Which will reduce costs by a grand total of 0.5% according to CBO.
"Instead of employer tax credits, give individual tax credits for purchasing health insurance."
I understand the rationale behind the idea, but it's probably one of the worst ideas I've seen kicked around in healthcare reform discussions. Giving people, especially those that most need care, yet another burden to worry about in their lives ("shopping" for health insurance) is not a good way to improve health and lower costs. It would probably make things worse. Having a healthy population is arguably the single biggest factor in having a robust, healthy economy. It's really a no-brainer that the government should proactively protect its population in this way. There are plenty of other things we can leave to private enterprise and free markets.
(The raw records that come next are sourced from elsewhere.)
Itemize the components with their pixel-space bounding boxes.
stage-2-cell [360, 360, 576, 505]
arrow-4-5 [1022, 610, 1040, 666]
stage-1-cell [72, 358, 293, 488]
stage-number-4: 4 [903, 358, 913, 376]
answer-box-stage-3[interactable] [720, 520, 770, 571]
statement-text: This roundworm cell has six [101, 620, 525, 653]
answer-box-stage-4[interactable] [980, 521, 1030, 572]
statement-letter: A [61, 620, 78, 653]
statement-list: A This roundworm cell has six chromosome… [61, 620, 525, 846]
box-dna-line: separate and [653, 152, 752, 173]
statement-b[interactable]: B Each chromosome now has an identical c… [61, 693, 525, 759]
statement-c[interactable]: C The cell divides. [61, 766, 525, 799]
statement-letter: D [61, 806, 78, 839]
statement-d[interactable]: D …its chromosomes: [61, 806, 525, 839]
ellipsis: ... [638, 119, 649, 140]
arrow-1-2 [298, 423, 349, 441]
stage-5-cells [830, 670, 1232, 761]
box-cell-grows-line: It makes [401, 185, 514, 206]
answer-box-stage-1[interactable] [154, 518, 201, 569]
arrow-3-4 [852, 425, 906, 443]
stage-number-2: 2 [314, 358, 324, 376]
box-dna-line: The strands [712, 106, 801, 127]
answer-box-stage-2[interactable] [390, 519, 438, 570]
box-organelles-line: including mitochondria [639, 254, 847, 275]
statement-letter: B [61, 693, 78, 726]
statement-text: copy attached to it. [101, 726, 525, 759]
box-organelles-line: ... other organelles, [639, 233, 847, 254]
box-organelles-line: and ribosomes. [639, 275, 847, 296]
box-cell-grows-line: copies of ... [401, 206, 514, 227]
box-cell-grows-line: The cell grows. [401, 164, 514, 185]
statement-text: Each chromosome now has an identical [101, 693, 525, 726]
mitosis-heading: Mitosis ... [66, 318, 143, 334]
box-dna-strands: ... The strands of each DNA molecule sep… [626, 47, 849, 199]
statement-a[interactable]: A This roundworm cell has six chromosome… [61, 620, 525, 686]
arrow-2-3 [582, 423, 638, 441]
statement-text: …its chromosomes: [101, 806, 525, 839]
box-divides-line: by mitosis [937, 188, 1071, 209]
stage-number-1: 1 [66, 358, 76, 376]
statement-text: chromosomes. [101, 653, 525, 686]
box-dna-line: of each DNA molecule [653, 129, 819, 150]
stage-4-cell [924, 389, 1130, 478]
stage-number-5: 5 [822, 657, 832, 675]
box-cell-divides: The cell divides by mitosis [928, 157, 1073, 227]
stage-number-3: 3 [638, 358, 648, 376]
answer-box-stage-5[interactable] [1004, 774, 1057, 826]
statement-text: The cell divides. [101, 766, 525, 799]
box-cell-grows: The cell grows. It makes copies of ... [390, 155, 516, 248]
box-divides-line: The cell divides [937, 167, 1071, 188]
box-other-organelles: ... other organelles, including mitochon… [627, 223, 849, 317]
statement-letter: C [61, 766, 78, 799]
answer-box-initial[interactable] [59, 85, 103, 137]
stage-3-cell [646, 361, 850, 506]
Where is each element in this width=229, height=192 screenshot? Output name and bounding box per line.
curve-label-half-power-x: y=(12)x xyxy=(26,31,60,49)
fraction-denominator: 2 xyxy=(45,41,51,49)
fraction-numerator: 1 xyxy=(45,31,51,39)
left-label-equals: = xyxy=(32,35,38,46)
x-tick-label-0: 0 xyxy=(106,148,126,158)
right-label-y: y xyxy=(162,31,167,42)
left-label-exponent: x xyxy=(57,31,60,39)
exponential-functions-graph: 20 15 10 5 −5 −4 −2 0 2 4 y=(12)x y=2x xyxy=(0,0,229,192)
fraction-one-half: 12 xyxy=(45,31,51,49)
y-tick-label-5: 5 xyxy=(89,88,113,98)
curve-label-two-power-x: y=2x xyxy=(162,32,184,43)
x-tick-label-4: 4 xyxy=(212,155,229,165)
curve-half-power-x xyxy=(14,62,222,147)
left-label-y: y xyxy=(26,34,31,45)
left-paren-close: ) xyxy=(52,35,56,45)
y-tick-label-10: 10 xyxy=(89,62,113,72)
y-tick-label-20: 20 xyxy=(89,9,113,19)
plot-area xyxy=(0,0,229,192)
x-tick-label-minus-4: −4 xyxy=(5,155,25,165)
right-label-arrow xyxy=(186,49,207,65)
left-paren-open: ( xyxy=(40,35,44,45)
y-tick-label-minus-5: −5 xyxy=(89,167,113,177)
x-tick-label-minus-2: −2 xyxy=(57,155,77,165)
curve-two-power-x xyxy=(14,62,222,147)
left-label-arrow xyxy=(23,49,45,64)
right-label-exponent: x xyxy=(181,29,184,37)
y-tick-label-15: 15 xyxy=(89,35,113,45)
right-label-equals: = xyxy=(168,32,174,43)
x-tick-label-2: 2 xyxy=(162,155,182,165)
Health care tax credits - hey that is ALREADY part of Obama care for those making up 4X the poverty level.
But it would only work on a mass scale IF insurers were required to charge everyone the same for insurance AND all people, regardless of age or health, were required to actually USE the credits.
If people could keep the differnece between the credit and the actual plan, that would lower the cost curve - IF insurers were required to offer minimum care.
All similar to what we now have.
bjw, I completely disagree. You are advocating that government decide what kind of healthcare a person should receive. I believe in a free society where people make their own decisions about their personal lives. Government's role should be to take of things the private sector cannot (military, sanitation, police, infrastructure), enforce contracts and laws, and regulate to ensure a fair and level playing field. It should not be to engage in private market functions.
LICComment, why should sanitation be on the list, but not health care?
LICC, the government could certainly insure very basic healthcare. Anything beyond that, we could have private coverage (France does this, and they have one of the better systems). I also believe in a free society, but how much value are you getting out of "making your own decisions" on healthcare? We can put the same people who are making the vast majority of healthcare decisions (doctors, not you) under this very same single payer system, so these "personal liberty" concerns are a lot of hot air, IMHO. If you really are that concerned about "making your own decisions," why not privatize police, military, and sanitation? I know it's hard for people who have had the anti-socialized medicine credo beaten into their heads to get past this, but it's really not as much of a change/stretch as you might imagine.
Sanitation can most certainly be handled by the private sector, as it is now. Ever hear of Waste Management? Unless you live udner a rock, I'm sure everyone here has seen their green trucks on a regular basis.
My healthcare plan has 2 simple components:
1. Import prescription drugs from Canada
2. ALlow people under 65 to buy into Medicare with their own money. If you want lower price health insurance, you can buy Medicare. IF you want to overpay, your more than welcome to go with a private insurer.
And my third step would be to increase the supply of doctors by opening up more medical schools. Currently, more than half of all med school applicants are rejected by every med school they apply to. The govt. should take away the AMA's monopoly when it comes to medical school accredidation.
Just tho show how biased these D.C> think tanks, I found this HEritage Foundation report about how drug importation from Canada won't save any money:
http://www.heritage.org/research/reports/2004/07/debunking-the-myths-of-drug-importation
I then wanted to see whether this report was genuine or propaganda for their corporate donors. I found my answer:
2006 Heritage Foundation Founders
Pfizer Inc.
PhRMA
http://www.heritage.org/~/media/Financial%20PDFs/AnnualReport06.ashx
I do have to give Heritage credit for being honest though. At least they advertise that they are a mouthpiece for Corporate America right on their website.